* INSTRUCTIONS TO FOLLOW *
In your copy, leave out all pictures and reproduce every entry exactly.

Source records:
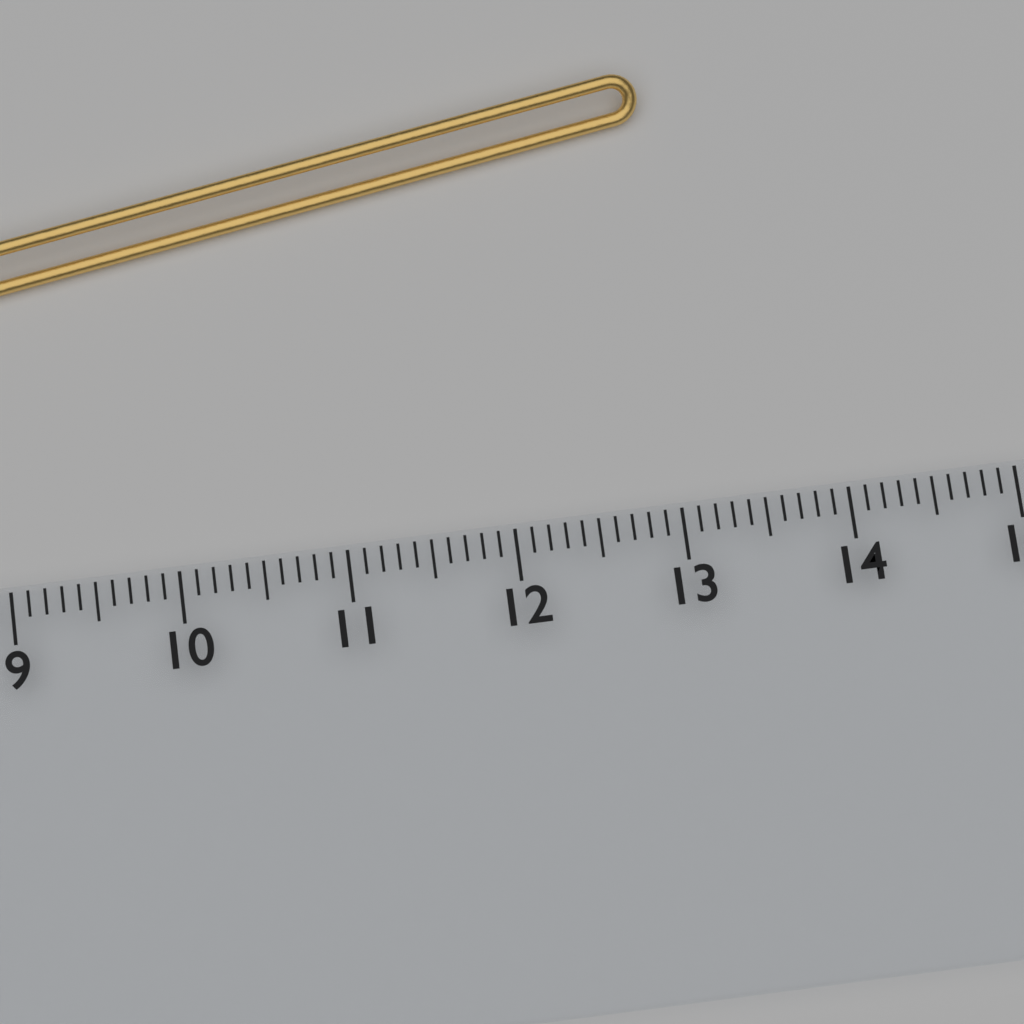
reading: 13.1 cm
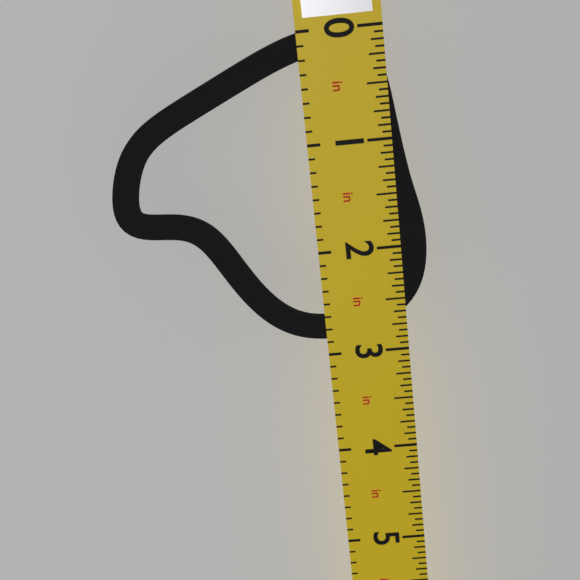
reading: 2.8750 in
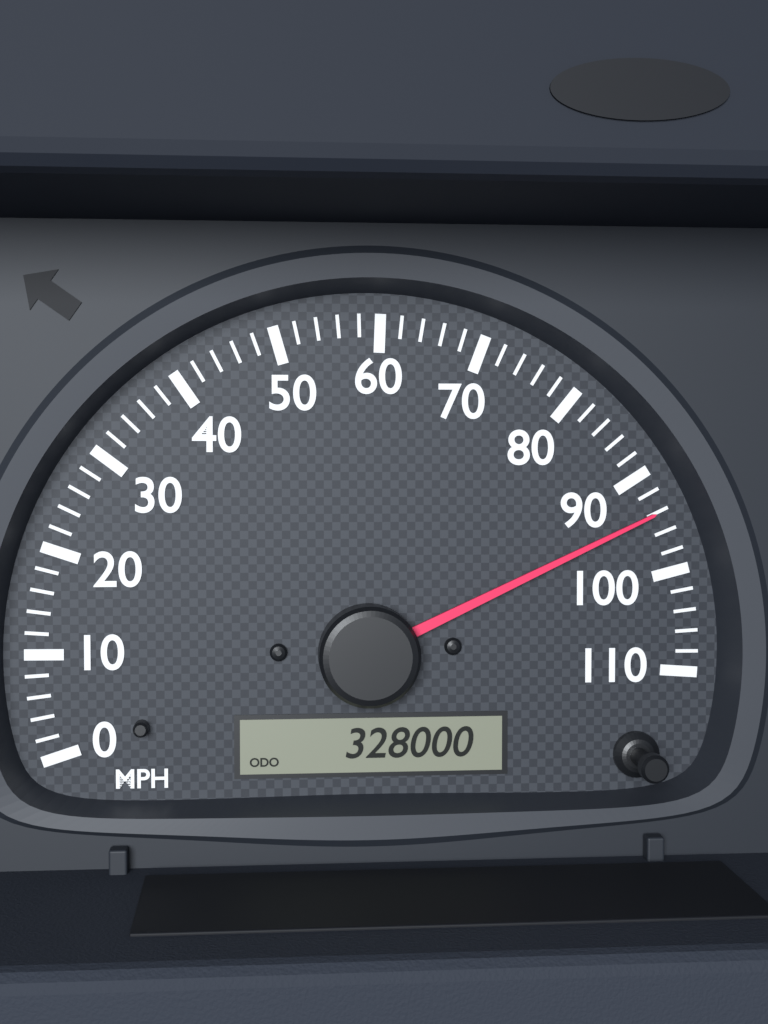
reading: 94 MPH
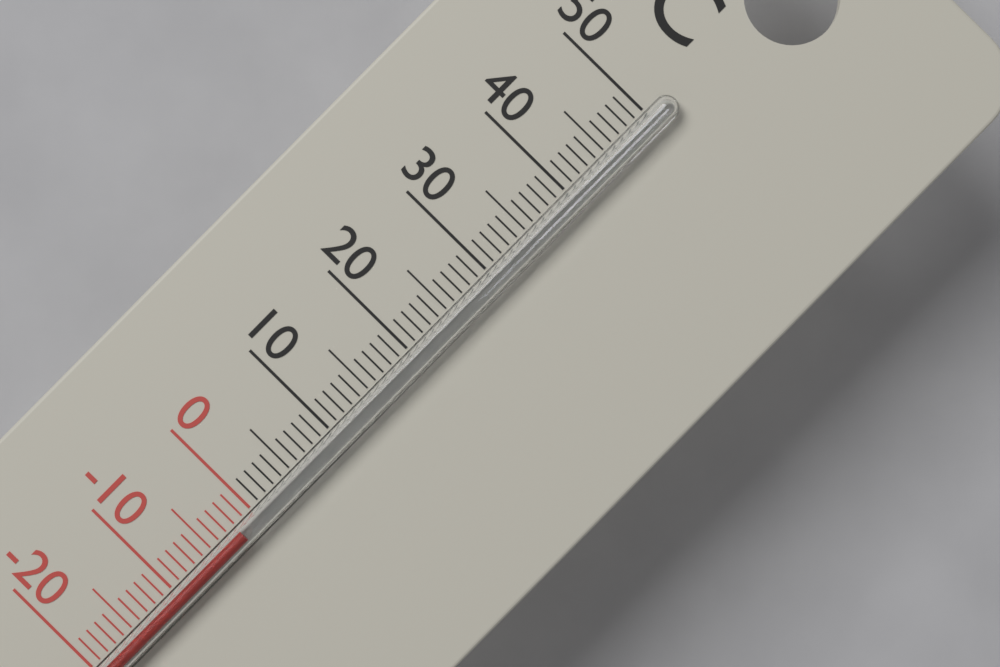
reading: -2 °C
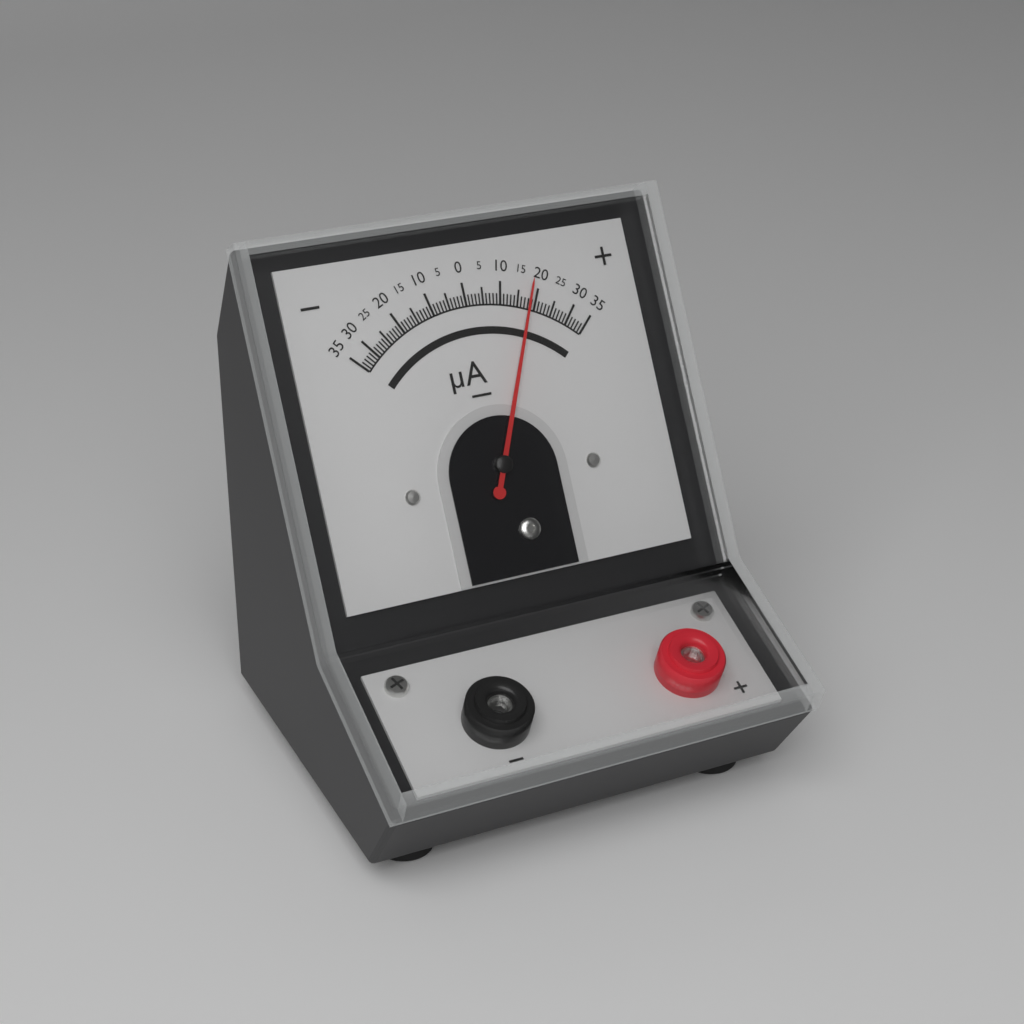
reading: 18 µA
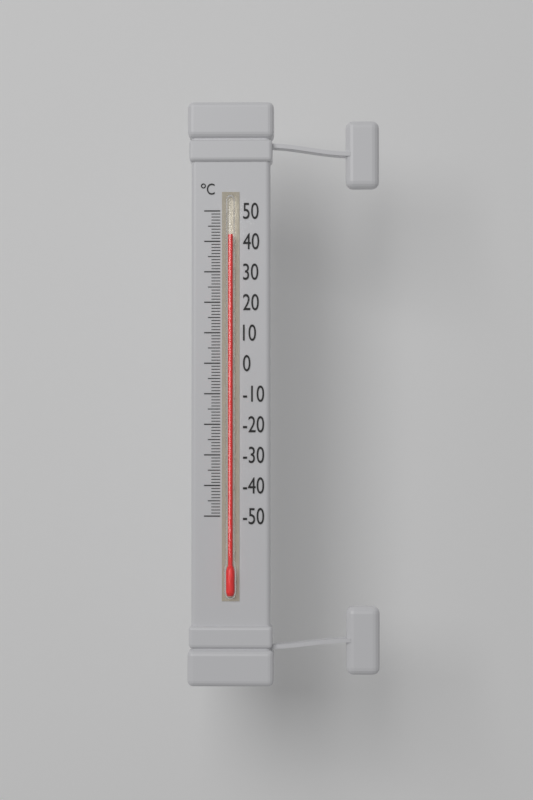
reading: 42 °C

* SOLUTION TO THIS EXERCISE *
reading: 13.1 cm
reading: 2.8750 in
reading: 94 MPH
reading: -2 °C
reading: 18 µA
reading: 42 °C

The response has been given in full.